He was looking at me with that direct fixed stare. I just nodded.
CHAPTER EIGHTEEN
Mr. Maddox had said he didn’t need me working for Doris the next couple of days, but he wanted Liz to come back, so the following morning, I rode my Schwinn over to the Wyatts’ to see if Joe was up to a little fruit scavenging.
Joe was finishing breakfast. Aunt Al made me a plate, too—gravy over biscuits and eggs fried in bacon fat until they were crispy as french fries. She poured Joe a cup of coffee, which he drank black, and asked if I wanted some.
“Ugh,” I said. “Kids don’t drink coffee.”
“ ’Round here they do,” Joe said.
Aunt Al gave me a cup of milk, then added a little coffee and two heaping teaspoons of sugar. “Try this,” she said.
I took a sip. The milk and sugar cut the bitterness of the coffee, making it like a soda-fountain drink with a tiny kick.
“Did you all ever find yourselves any work?” Aunt Al asked.
“Sure did,” I said. “Your boss at the mill, Mr. Maddox, he’s our boss, too, now. He hired me and Liz to work around his house.”
“Is that a fact?” Aunt Al set down her coffee. “I’m not too sure how I feel about that. Jerry Maddox can ride people hard. Sure does at the mill, where they all hate him. My Ruthie used to work for that family, but she just finally couldn’t take it anymore. And she gets along with everyone.”
“Mr. Maddox was the only one who offered me and Liz a job,” I said. “He hasn’t been too hard on us, but he does boss his wife around something awful.”
“That man would boss the calf out of the cow. Your Uncle Tinsley don’t mind you working for him?”
“We haven’t exactly told Uncle Tinsley,” I said, and took a glug of my milk-with-coffee. “He didn’t want us to get jobs. We’re Holladays, he said, and Holladays don’t work for other people. But we need the money.”
“I hear you there,” she said. “But you ought to know about the history between Mr. Maddox and your uncle.”
Mr. Maddox, Aunt Al explained, was one of the men the new mill owners from Chicago had brought in to run the place. Uncle Tinsley had worked out an arrangement with the buyers to stay on as a consultant, seeing as how he knew the operations of the mill firsthand and had a history with the clients and the workers. But in no time, he and Mr. Maddox butted heads. Mr. Maddox’s job was running the shop floor, and the new owners had told him to do everything he could to cut costs and raise production. He followed people around with a stopwatch, pushing them to work faster and eliminate any unnecessary movements, to fold each pair of socks in two and a half seconds, not three, hollering at them for taking bathroom breaks and insisting they eat lunch at their workstations. He announced that, every month, he was going to fire the five slowest workers until he’d cut the number of employees by half.
It was at Mr. Maddox’s recommendation that the owners did away with the baseball team and the free hams at Christmas. He then got them to sell off the houses that the mill rented to the workers, buying up a lot of them himself on the cheap and raising the rent.
The mill had never been an easy place, Aunt Al said, but for the most part, all the workers got along. They felt they were in the same boat. But after Mr. Maddox showed up and started firing people, former friends turned on one another, even selling out or ratting on their coworkers so they could keep their jobs and feed their families.
Mr. Holladay insisted that a lot of Mr. Maddox’s changes were doing more harm than good, Aunt Al said. He felt that Mr. Maddox was making the workers more miserable, which was making them less motivated. That meant they’d take less pride in the product, and from time to time, they would even sabotage the machinery just to get a few minutes’ breather from the backbreaking pace. He and Mr. Maddox kept locking horns, arguing about the best way to run the mill. At one point they got into a shouting match on the shop floor. Mr. Holladay took his complaints to the new owners, but they sided with Mr. Maddox and forced Mr. Holladay out of the mill.
“The mill with his name on it,” Aunt Al said. “The mill his family had founded, owned, and operated for the better part of a century. After that, a lot of people around Byler started avoiding your uncle.”
“But he didn’t do anything wrong,” I said.
“True enough. But Mr. Maddox won the fight, and he was holding all the cards.”
“I guess that’s why Uncle Tinsley sort of keeps to himself.”
“He lost his parents and his wife and his mill all in the space of a few short years,” Aunt Al said. “The poor man’s just had too much taken from him.”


PROMPT
Each line of data below is to be returned exactly, leaving out any picture.

Start of SUPPLIED MATERIAL

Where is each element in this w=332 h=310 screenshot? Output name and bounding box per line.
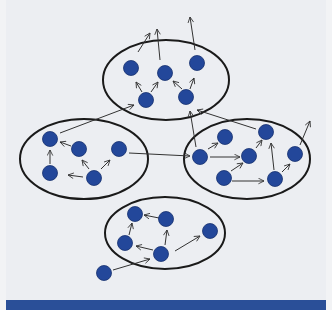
node-r5 (288, 147, 303, 162)
arrows (50, 17, 310, 270)
nodes (43, 56, 303, 281)
arrow (175, 236, 200, 251)
node-b1 (128, 207, 143, 222)
node-r4 (242, 149, 257, 164)
node-b3 (203, 224, 218, 239)
arrow (60, 142, 71, 146)
node-t4 (139, 93, 154, 108)
arrow (256, 140, 262, 148)
node-t5 (179, 90, 194, 105)
arrow (208, 143, 218, 149)
node-b4 (118, 236, 133, 251)
figure-caption-bar (6, 300, 326, 310)
arrow (173, 81, 182, 89)
arrow (271, 143, 274, 170)
arrow (129, 153, 190, 156)
node-l2 (72, 142, 87, 157)
node-r3 (193, 150, 208, 165)
node-l4 (43, 166, 58, 181)
arrow (282, 164, 290, 172)
arrow (129, 223, 132, 235)
arrow (190, 78, 194, 89)
arrow (144, 215, 159, 218)
arrow (151, 82, 158, 92)
arrow (82, 160, 89, 169)
node-l3 (112, 142, 127, 157)
figure (0, 0, 332, 310)
cluster-diagram (0, 0, 332, 310)
arrow (157, 29, 160, 60)
group-ellipse-left (20, 119, 148, 199)
arrow (136, 246, 153, 250)
arrow (190, 17, 195, 50)
node-r7 (268, 172, 283, 187)
node-t1 (124, 61, 139, 76)
node-r1 (218, 130, 233, 145)
node-l1 (43, 132, 58, 147)
node-t3 (190, 56, 205, 71)
arrow (136, 82, 142, 92)
arrow (68, 175, 83, 177)
node-r6 (217, 171, 232, 186)
arrow (101, 160, 110, 169)
node-l5 (87, 171, 102, 186)
node-b6 (97, 266, 112, 281)
node-t2 (158, 66, 173, 81)
node-b5 (154, 247, 169, 262)
node-r2 (259, 125, 274, 140)
arrow (113, 259, 150, 270)
arrow (165, 230, 167, 245)
node-b2 (159, 212, 174, 227)
arrow (231, 163, 243, 171)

End of SUPPLIED MATERIAL

SOLUTION FOR THIS EXERCISE
Where is each element in this w=332 h=310 screenshot? Output name and bounding box per line.
node-r5 (288, 147, 303, 162)
arrows (50, 17, 310, 270)
nodes (43, 56, 303, 281)
arrow (175, 236, 200, 251)
node-b1 (128, 207, 143, 222)
node-r4 (242, 149, 257, 164)
node-b3 (203, 224, 218, 239)
arrow (60, 142, 71, 146)
node-t4 (139, 93, 154, 108)
arrow (256, 140, 262, 148)
node-t5 (179, 90, 194, 105)
arrow (208, 143, 218, 149)
node-b4 (118, 236, 133, 251)
figure-caption-bar (6, 300, 326, 310)
arrow (173, 81, 182, 89)
arrow (271, 143, 274, 170)
arrow (129, 153, 190, 156)
node-l2 (72, 142, 87, 157)
node-r3 (193, 150, 208, 165)
node-l4 (43, 166, 58, 181)
arrow (282, 164, 290, 172)
arrow (129, 223, 132, 235)
arrow (190, 78, 194, 89)
arrow (144, 215, 159, 218)
arrow (151, 82, 158, 92)
arrow (82, 160, 89, 169)
node-l3 (112, 142, 127, 157)
figure (0, 0, 332, 310)
cluster-diagram (0, 0, 332, 310)
arrow (157, 29, 160, 60)
group-ellipse-left (20, 119, 148, 199)
arrow (136, 246, 153, 250)
arrow (190, 17, 195, 50)
node-r7 (268, 172, 283, 187)
node-t1 (124, 61, 139, 76)
node-r1 (218, 130, 233, 145)
node-l1 (43, 132, 58, 147)
node-t3 (190, 56, 205, 71)
arrow (136, 82, 142, 92)
arrow (68, 175, 83, 177)
node-r6 (217, 171, 232, 186)
arrow (101, 160, 110, 169)
node-l5 (87, 171, 102, 186)
node-b6 (97, 266, 112, 281)
node-t2 (158, 66, 173, 81)
node-b5 (154, 247, 169, 262)
node-r2 (259, 125, 274, 140)
arrow (113, 259, 150, 270)
arrow (165, 230, 167, 245)
node-b2 (159, 212, 174, 227)
arrow (231, 163, 243, 171)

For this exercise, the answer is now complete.